If I were the "Boss of all Europe", I'd have nuclear weapons in Greenland/Canada already; you could launch and wreck the USA long before the USA could retaliate against Europe (Greenland/Canada would be "taking one for the team").

Ironically, that's what Trump wants to prevent (security risk and so on).

By "Trump" I mean whomever has inspired our impaired, senile POTUS to take Greenland.

This probably means that the USA is planning moves against Europe/EU/NATO in the future, so it wants lots of ocean between us, as much as possible. This has always been the best defense for the USA, it's allowed us to punch, but not be punched back. So far.

[–] HK65@sopuli.xyz 13 points 4 days ago (2 children)

Europe has nuclear weapons closer to the US than Greenland.

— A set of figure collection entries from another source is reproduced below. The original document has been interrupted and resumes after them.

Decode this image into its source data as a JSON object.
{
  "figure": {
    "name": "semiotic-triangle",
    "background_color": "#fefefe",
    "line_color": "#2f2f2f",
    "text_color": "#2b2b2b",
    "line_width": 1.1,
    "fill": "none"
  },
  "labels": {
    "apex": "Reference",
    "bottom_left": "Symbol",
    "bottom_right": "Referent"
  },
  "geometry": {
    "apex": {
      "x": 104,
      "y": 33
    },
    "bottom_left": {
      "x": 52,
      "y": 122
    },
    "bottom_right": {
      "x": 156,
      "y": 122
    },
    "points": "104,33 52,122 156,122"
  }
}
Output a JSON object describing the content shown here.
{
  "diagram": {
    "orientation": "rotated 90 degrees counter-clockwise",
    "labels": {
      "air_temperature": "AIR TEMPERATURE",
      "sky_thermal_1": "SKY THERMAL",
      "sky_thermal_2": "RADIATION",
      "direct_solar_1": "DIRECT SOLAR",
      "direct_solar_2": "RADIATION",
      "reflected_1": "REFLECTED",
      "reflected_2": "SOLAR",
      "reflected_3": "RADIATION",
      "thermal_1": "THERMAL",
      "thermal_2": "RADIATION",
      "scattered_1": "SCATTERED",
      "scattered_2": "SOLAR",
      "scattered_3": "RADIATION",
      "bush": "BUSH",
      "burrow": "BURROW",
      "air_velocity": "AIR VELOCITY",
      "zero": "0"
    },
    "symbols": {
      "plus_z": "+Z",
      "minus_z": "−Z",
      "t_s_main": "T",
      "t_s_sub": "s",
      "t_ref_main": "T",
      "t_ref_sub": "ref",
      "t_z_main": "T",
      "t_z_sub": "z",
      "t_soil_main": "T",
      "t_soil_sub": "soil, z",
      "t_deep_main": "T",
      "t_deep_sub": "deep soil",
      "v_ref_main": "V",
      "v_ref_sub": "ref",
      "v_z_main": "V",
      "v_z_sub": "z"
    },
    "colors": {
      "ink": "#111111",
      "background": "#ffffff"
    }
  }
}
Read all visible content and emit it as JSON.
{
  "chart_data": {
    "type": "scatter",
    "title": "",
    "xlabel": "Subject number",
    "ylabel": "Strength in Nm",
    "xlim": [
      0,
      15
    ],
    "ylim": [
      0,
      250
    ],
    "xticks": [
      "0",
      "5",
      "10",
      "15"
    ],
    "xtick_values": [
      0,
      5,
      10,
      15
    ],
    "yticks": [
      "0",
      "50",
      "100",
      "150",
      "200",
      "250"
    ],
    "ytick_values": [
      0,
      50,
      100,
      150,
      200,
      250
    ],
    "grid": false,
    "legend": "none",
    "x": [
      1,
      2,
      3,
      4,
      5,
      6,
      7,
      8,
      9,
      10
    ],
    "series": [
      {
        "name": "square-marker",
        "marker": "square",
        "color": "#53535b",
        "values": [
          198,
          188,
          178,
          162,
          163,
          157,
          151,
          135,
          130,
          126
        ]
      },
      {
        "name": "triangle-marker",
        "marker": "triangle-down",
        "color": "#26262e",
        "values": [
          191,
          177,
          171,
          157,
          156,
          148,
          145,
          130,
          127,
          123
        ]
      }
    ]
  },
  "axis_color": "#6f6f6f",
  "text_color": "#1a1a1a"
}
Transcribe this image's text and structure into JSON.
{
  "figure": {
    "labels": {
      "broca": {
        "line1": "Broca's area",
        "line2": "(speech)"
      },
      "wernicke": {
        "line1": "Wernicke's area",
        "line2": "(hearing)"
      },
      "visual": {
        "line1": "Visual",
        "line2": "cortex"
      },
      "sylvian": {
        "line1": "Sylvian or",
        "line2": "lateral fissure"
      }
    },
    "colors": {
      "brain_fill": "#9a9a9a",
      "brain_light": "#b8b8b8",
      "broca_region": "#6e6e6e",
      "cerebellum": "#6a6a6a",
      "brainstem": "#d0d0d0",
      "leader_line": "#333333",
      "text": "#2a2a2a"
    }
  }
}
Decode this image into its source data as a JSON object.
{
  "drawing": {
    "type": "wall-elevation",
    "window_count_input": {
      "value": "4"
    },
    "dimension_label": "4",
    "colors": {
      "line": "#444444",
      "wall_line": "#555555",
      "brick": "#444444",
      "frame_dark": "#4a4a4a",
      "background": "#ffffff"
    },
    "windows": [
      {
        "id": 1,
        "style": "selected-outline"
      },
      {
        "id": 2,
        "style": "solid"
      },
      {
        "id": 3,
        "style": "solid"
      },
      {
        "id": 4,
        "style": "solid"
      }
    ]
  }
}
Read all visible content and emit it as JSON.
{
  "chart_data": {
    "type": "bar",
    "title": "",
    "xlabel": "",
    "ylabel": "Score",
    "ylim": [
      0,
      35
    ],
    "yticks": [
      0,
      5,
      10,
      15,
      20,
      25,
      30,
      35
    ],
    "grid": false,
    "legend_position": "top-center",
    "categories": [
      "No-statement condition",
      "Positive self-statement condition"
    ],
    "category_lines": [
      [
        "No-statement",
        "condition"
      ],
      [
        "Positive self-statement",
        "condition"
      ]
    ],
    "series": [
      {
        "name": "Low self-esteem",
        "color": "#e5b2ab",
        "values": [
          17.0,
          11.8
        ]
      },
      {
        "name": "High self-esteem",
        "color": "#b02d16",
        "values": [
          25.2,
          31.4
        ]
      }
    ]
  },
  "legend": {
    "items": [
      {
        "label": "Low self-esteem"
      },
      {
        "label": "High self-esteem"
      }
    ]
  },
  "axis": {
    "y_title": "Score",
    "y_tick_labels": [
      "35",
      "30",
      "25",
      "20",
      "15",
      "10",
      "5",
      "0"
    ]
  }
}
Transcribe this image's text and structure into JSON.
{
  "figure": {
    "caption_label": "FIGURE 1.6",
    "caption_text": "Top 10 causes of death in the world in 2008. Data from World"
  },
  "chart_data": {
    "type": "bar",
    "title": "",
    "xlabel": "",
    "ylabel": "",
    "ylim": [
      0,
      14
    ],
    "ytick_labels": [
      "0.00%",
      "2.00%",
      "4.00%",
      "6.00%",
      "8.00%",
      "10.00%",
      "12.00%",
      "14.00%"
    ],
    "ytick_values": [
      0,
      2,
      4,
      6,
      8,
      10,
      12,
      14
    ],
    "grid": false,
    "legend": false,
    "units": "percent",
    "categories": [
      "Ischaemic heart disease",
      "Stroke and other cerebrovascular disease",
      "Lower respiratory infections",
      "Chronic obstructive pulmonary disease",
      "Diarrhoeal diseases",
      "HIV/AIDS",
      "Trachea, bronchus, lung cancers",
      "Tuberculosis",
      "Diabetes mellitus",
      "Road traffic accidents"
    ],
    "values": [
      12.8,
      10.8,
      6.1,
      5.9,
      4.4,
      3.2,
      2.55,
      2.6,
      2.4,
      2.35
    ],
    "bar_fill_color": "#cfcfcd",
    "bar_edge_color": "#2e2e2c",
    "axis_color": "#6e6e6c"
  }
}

Technically, if everything works as if on paper, an attack on Greenland is an attack on Denmark. An attack on Denmark is an attack on France, according to EU articles, which are more tightly binding than NATO ones. And the French have nukes on subs floating under the Atlantic in undisclosed places, and their nuclear doctrine is basically "we use nukes as warning shots".

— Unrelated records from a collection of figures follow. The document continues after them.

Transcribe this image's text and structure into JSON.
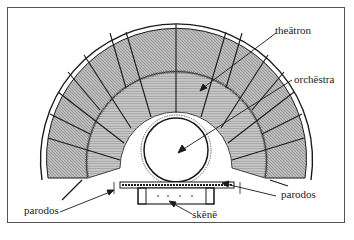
{
  "diagram": {
    "type": "architectural-plan",
    "labels": {
      "theatron": "theātron",
      "orchestra": "orchēstra",
      "parodos_left": "parodos",
      "parodos_right": "parodos",
      "skene": "skēnē"
    },
    "colors": {
      "line": "#1a1a1a",
      "seating": "#9a9a9a",
      "frame": "#555555",
      "background": "#ffffff"
    }
  }
}
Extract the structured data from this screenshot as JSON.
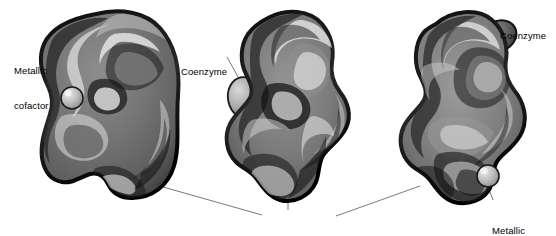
{
  "figure": {
    "title": "",
    "background_color": "#ffffff",
    "outline_color": "#1a1a1a",
    "body_fill_color": "#737373",
    "body_shadow_color": "#2b2b2b",
    "highlight_color": "#ffffff",
    "cofactor_fill_color": "#b5b5b5",
    "coenzyme_fill_color": "#9a9a9a",
    "leader_line_color": "#555555"
  },
  "labels": {
    "metallic_cofactor_left": {
      "line1": "Metallic",
      "line2": "cofactor"
    },
    "coenzyme_middle": {
      "line1": "Coenzyme"
    },
    "coenzyme_right": {
      "line1": "Coenzyme"
    },
    "metallic_cofactor_right": {
      "line1": "Metallic",
      "line2": "cofactor"
    },
    "apoenzymes": {
      "line1": "Apoenzymes"
    }
  },
  "structures": [
    {
      "name": "apoenzyme-left",
      "shape": "kidney",
      "attachments": [
        {
          "type": "metallic-cofactor",
          "shape": "sphere",
          "position": "left-notch"
        }
      ]
    },
    {
      "name": "apoenzyme-middle",
      "shape": "peanut",
      "attachments": [
        {
          "type": "coenzyme",
          "shape": "oval",
          "position": "upper-left"
        }
      ]
    },
    {
      "name": "apoenzyme-right",
      "shape": "peanut",
      "attachments": [
        {
          "type": "coenzyme",
          "shape": "oval",
          "position": "upper-right"
        },
        {
          "type": "metallic-cofactor",
          "shape": "sphere",
          "position": "lower-right"
        }
      ]
    }
  ],
  "leader_lines": [
    {
      "from": "metallic-cofactor-left-label",
      "to": "sphere-left"
    },
    {
      "from": "coenzyme-middle-label",
      "to": "oval-middle"
    },
    {
      "from": "coenzyme-right-label",
      "to": "oval-right"
    },
    {
      "from": "metallic-cofactor-right-label",
      "to": "sphere-right"
    },
    {
      "from": "apoenzymes-label",
      "to": "apoenzyme-left-bottom"
    },
    {
      "from": "apoenzymes-label",
      "to": "apoenzyme-middle-bottom"
    },
    {
      "from": "apoenzymes-label",
      "to": "apoenzyme-right-bottom"
    }
  ]
}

In practice, just selling all US securities and cash reserves held by Europe would basically cause the US economy to implode overnight, and the US government to have to declare bankruptcy, and stop being able to pay or even feed its soldiers.

The problem is that it would also cause a deep recession in the EU and basically all over the world, so that's why we're playing chicken.

[–] JasonDJ@lemmy.zip 5 points 4 days ago (1 children)

Oh, good.

We've had one mutually assured destruction, but what about second mutually assured destruction?

[–] explodicle@sh.itjust.works 2 points 4 days ago (1 children)

I don't particularly mind the economic MAD. That'll heal in mere decades.

[–] HK65@sopuli.xyz 2 points 4 days ago

And also hurt rich people with bunkers as well.

[–] Mulligrubs@lemmy.world 1 points 4 days ago (1 children)

That's very interesting, thank you, I will read up on the "French Connection"

I did not know that!

I do know USA has launch sites in Europe and submarines, also. I'm not sure if NATO or the USA controls them the sites in Europe.

[–] HK65@sopuli.xyz 1 points 4 days ago (1 children)

IIRC the USA does not have intercontinental missile launch sites in anywhere but the US. The US nukes in Europe are all plane borne bombs.

Those can't really be launched unless both the US and the host country agree, and France and the UK have a bunch of those as well.

[–] Mulligrubs@lemmy.world 1 points 3 days ago (1 children)

You're right on paper, they are weapons to be loaded on to planes...

Maybe I'm paranoid, but I think they probably have nuclear missiles on US military bases in spite of any agreements.

[–] HK65@sopuli.xyz 1 points 2 days ago (1 children)

An IBCM is hard to hide. And they don't need to.

[–] Mulligrubs@lemmy.world 1 points 2 days ago

They never needed to do any of this crap.

They want to.

Also, they wouldn't need to use an ICBM, their targets are very close.

They just need nuclear warheads and a fast delivery system.